A major problem with that is that the appearance of servant economies being more productive than extractive economies has more to do with the fact that extractive economies get the short end of the political stick. When American software developers get paid a hundred times as much as Chinese assembly line workers, who in turn get paid ten times as much as Congolese miners, it is far more because of the uneven distribution of aircraft carriers than because of the uneven distribution of productivity.
So while a planet full of financial centers within a well diversified empire should be richer pro capita than a mining outpost, an empire which has nothing but financial centers should not have a ludicrously high GDP. It should be in complete economic paralysis. But Aurora doesn't model that, because its political, international trade and intra-empire cash flow models are fairly rudimentary.
This discussion also touches upon another fault in the handling of taxation, government budgets and generic "wealth" mechanics: Governments don't get to "save up" money for a rainy day, the way Aurora lets you do. Most of what the government wants to buy with its money is labor, and labor dissipates immediately if it is not used.
Not-spending money today therefore does not allow the government to spend that money tomorrow without straining the economy. In the real world there are no little gray men in suits smoking rose petal cigars and running a time savings bank where the unemployed can stash the man-hours that the government not-buys. Conversely, spending money today does not require the government to not-spend tomorrow to avoid straining the economy. (There might be time-lagged higher-order effects, but they all show up in the output gap, so given sufficiently alert and fast-acting fiscal authorities you can safely ignore them in your macroeconomic planning. )
A more elegant solution would be to have a series of "baseline labor force participation" techs, and simply let empires start at different levels of those techs and different levels of the GDP pro capita techs. This might also open up possibilities of modifying labor force participation rates by governor bonus and by previous employment history (persistent labor shortage brings people out of retirement, provides better career opportunities for academic drop-outs and therefore encourage earlier labor force entry; conversely, persistent unemployment does the opposite, and also pushes people into the informal economy, from which they will take some time emerging when unemployment drops).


→ **What is needed**: Reproduce every line of the listing as written, apart from the pictures.

→ **Given records**:
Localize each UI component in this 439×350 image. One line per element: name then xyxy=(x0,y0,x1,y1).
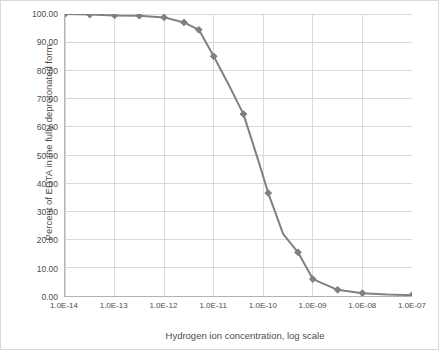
y-tick-label: 90.00 xyxy=(10,37,58,47)
x-tick-label: 1.0E-13 xyxy=(100,301,128,310)
x-tick-label: 1.0E-14 xyxy=(50,301,78,310)
x-axis-title: Hydrogen ion concentration, log scale xyxy=(60,330,430,341)
y-tick-label: 30.00 xyxy=(10,207,58,217)
y-tick-label: 40.00 xyxy=(10,179,58,189)
data-marker-diamond xyxy=(359,290,366,296)
y-tick-label: 100.00 xyxy=(10,9,58,19)
y-tick-label: 20.00 xyxy=(10,235,58,245)
x-tick-label: 1.0E-09 xyxy=(299,301,327,310)
y-axis-tick-labels: 0.0010.0020.0030.0040.0050.0060.0070.008… xyxy=(8,14,58,297)
y-tick-label: 70.00 xyxy=(10,94,58,104)
chart-container: Percent of EDTA in the fully deprotonate… xyxy=(0,0,439,350)
x-tick-label: 1.0E-10 xyxy=(249,301,277,310)
x-tick-label: 1.0E-07 xyxy=(398,301,426,310)
data-marker-diamond xyxy=(86,14,93,18)
y-tick-label: 80.00 xyxy=(10,66,58,76)
chart-svg xyxy=(65,14,412,296)
y-tick-label: 60.00 xyxy=(10,122,58,132)
x-axis-tick-labels: 1.0E-141.0E-131.0E-121.0E-111.0E-101.0E-… xyxy=(64,299,412,317)
y-tick-label: 10.00 xyxy=(10,264,58,274)
data-marker-diamond xyxy=(65,14,68,17)
data-marker-diamond xyxy=(334,286,341,293)
data-marker-diamond xyxy=(161,14,168,21)
data-marker-diamond xyxy=(409,292,412,296)
data-marker-diamond xyxy=(240,111,247,118)
data-marker-diamond xyxy=(111,14,118,19)
x-tick-label: 1.0E-08 xyxy=(348,301,376,310)
data-marker-diamond xyxy=(181,19,188,26)
plot-area xyxy=(64,14,412,297)
x-tick-label: 1.0E-11 xyxy=(199,301,226,310)
data-marker-diamond xyxy=(265,190,272,197)
x-tick-label: 1.0E-12 xyxy=(149,301,177,310)
y-tick-label: 50.00 xyxy=(10,151,58,161)
data-marker-diamond xyxy=(136,14,143,19)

→ **Response to this task**:
Localize each UI component in this 439×350 image. One line per element: name then xyxy=(x0,y0,x1,y1).
y-tick-label: 90.00 xyxy=(10,37,58,47)
x-tick-label: 1.0E-13 xyxy=(100,301,128,310)
x-tick-label: 1.0E-14 xyxy=(50,301,78,310)
x-axis-title: Hydrogen ion concentration, log scale xyxy=(60,330,430,341)
y-tick-label: 30.00 xyxy=(10,207,58,217)
y-tick-label: 40.00 xyxy=(10,179,58,189)
data-marker-diamond xyxy=(359,290,366,296)
y-tick-label: 100.00 xyxy=(10,9,58,19)
y-tick-label: 20.00 xyxy=(10,235,58,245)
x-tick-label: 1.0E-09 xyxy=(299,301,327,310)
y-axis-tick-labels: 0.0010.0020.0030.0040.0050.0060.0070.008… xyxy=(8,14,58,297)
y-tick-label: 70.00 xyxy=(10,94,58,104)
chart-container: Percent of EDTA in the fully deprotonate… xyxy=(0,0,439,350)
x-tick-label: 1.0E-10 xyxy=(249,301,277,310)
x-tick-label: 1.0E-07 xyxy=(398,301,426,310)
data-marker-diamond xyxy=(86,14,93,18)
y-tick-label: 80.00 xyxy=(10,66,58,76)
chart-svg xyxy=(65,14,412,296)
y-tick-label: 60.00 xyxy=(10,122,58,132)
x-axis-tick-labels: 1.0E-141.0E-131.0E-121.0E-111.0E-101.0E-… xyxy=(64,299,412,317)
y-tick-label: 10.00 xyxy=(10,264,58,274)
data-marker-diamond xyxy=(65,14,68,17)
data-marker-diamond xyxy=(334,286,341,293)
data-marker-diamond xyxy=(161,14,168,21)
data-marker-diamond xyxy=(409,292,412,296)
data-marker-diamond xyxy=(240,111,247,118)
data-marker-diamond xyxy=(111,14,118,19)
x-tick-label: 1.0E-08 xyxy=(348,301,376,310)
data-marker-diamond xyxy=(181,19,188,26)
plot-area xyxy=(64,14,412,297)
x-tick-label: 1.0E-11 xyxy=(199,301,226,310)
data-marker-diamond xyxy=(265,190,272,197)
x-tick-label: 1.0E-12 xyxy=(149,301,177,310)
y-tick-label: 50.00 xyxy=(10,151,58,161)
data-marker-diamond xyxy=(136,14,143,19)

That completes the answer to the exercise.